A few months later in 1912 appeared his breakthrough novel TARZAN OF THE APES, followed by 24 other Tarzan
adventures. ''If I had striven for long years of privation and effort to fit myself to become a writer,'' Burroughs
later told, ''I might be warranted in patting myself on the back, but God knows I did not work and still do not
understand how I happened to succeed.'' In 1913 Burroughs founded his own publishing house Edgar Rice Burroughs,
Inc. Burroughs-Tarzan Enterprises and Burroughs-Tarzan Pictures were founded in 1934.

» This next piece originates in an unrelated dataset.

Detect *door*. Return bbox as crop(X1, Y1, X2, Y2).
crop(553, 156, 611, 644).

In addition to his four major adventure series, Burroughs wrote between the years 1912 and 1933 several other
adventure novels, among them THE CAVE GIRL (1925), in which a weak aristocrat develops into a warrior, two Western
novels about a white Apache, THE WAR CHIEF (1927) and APACHE DEVIL (1933), showing sympathy for Native Americans,
and BEYOND THE FARTHEST STAR (1964), a science-fiction novel about the brutality of war. Burrough's science fiction
novels are full of sense of adventure, taking the reader on a fantastic voyage to chart strange and unfamiliar lands
like Homer did in his Odyssey. THE LAND THAT TIME FORGOT (1924) is a Darwinist story set on a mysterious island near
the South Pole, where dinosaurs and other primitive species have survived.
The Barsoom books were set on Mars. John Carter, the major hero, is transported to Barsoon by magical means.

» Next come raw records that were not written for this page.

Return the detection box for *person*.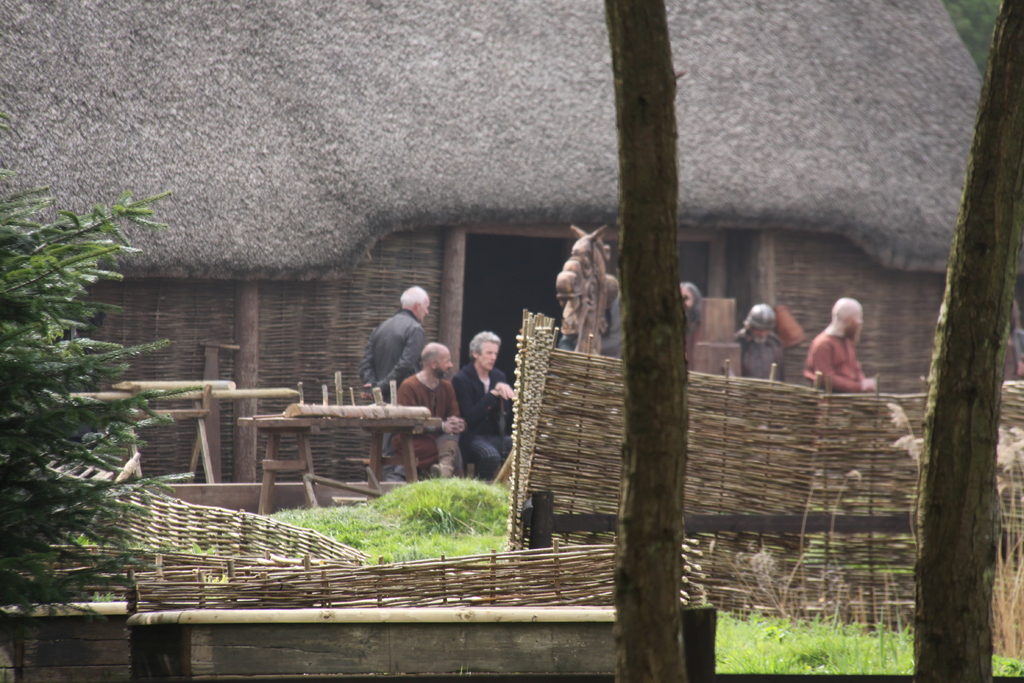
Rect(802, 289, 884, 395).
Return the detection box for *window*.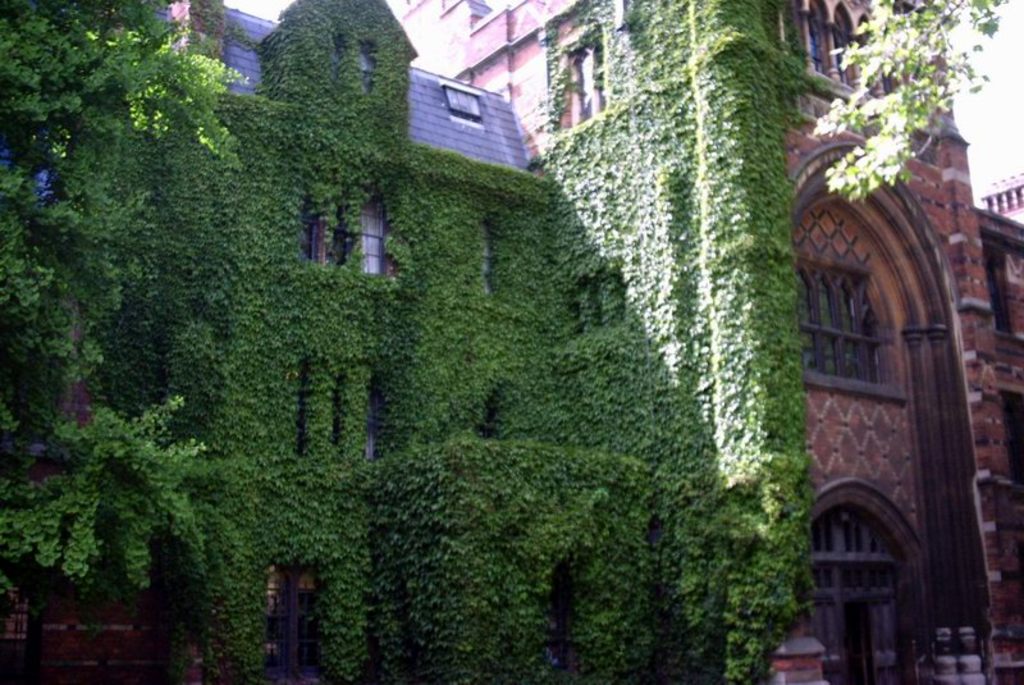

Eventually he wins the hand of Princess Thoris. The Pellucidar series started from AT THE EARTH'S CORE (1922), in
which a group of scientist use their drilling machine to tunnel down into the hollow space at the centre of the
planet. Like in Jules Verne's A Journey to the Center of the Earth (1864) they find new life forms which have
survived for millions of years. Also Tarzan visits this subterranean world without time in TARZAN AT THE EARTH'S
CORE (1930). Burrough's created the Venus sequence, concerning the exploits of spaceman Carson Napier, relatively
late in his career, in the 1930s. PIRATES OF VENUS appeared in 1934 and the last book, ESCAPE ON VENUS, in 1946. A
posthumous story, 'Wizard of Venus', was published in 1964 and as the title story of THE WIZARD OF VENUS (1970).
In 1919 Burroughs purchased a large ranch in the San Fernando Valley, which he later developed into the suburb of
Tarzana. To pay his expensive lifestyle and to cover his misadventures in financial investments he wrote an average
of three novels a year. The first Tarzan film was produced in 1918, When the Olympic swimming champion Johnny
Weissmuller took the role in the 1930's, the films became really popular.

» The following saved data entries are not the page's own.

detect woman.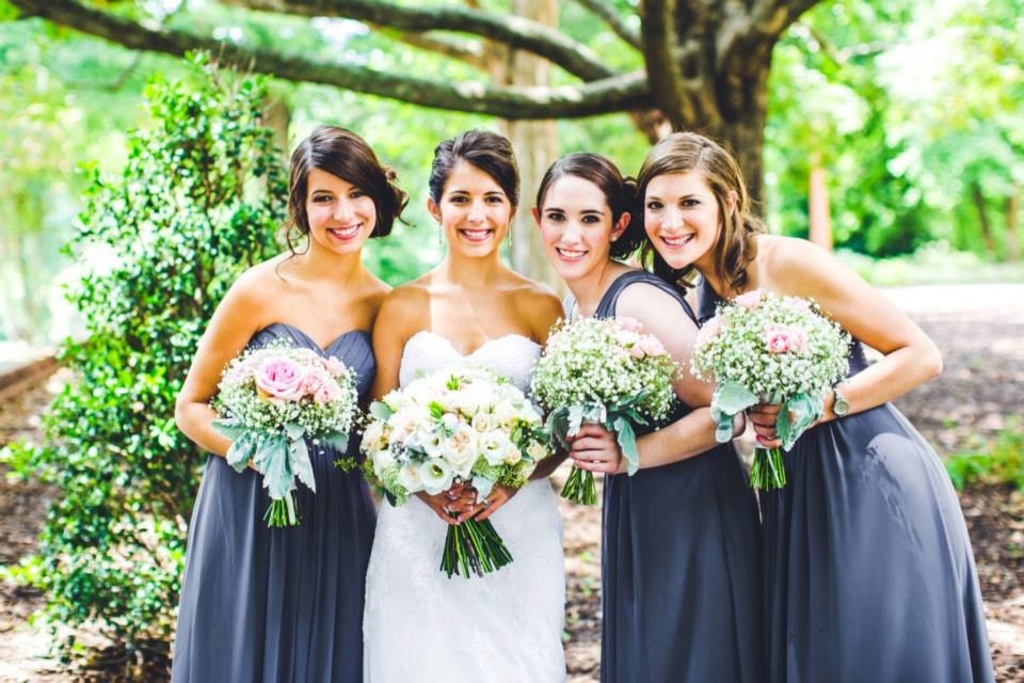
Detected at [521, 142, 775, 682].
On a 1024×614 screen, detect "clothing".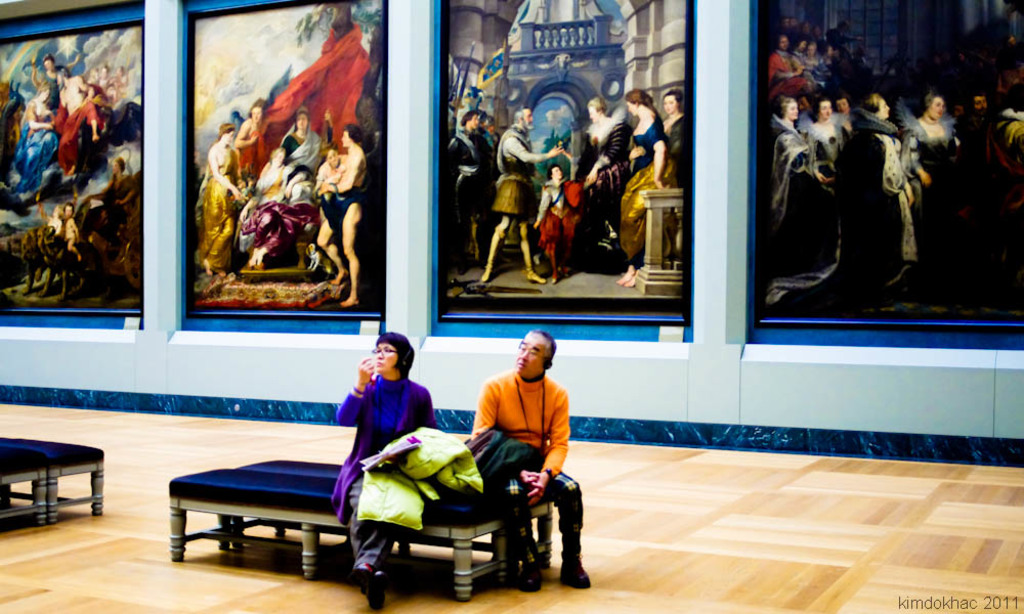
BBox(238, 160, 298, 236).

In 1933 Burroughs was elected mayor of California Beach. He married in 1935 Florence Dearholt (they divorced in
1942). During World War II Burroughs served at the age of 66 as a war correspondent in the South Pasific. He also
wrote columns ('Laugh It Off) for Honolulu Advertiser (1941-42, 1945). Burroughs died of a heart ailment on March
19, in 1950.
After Burroughs's death, enthusiasm for his books gradually waned. He once admitted to an interviewer: "I don't
think my work is 'literature', I'm not fooling myself about that." In 1960s Edgar Rice Burroughs Corporation
managed to arise a new interest in the author's work and his books have been since profitably in print. While
criticized as repetitious and clumsy, Burroughs's stories share the same colourful imagination familiar from the
classic works of H.G. Wells and H. Rider Haggard.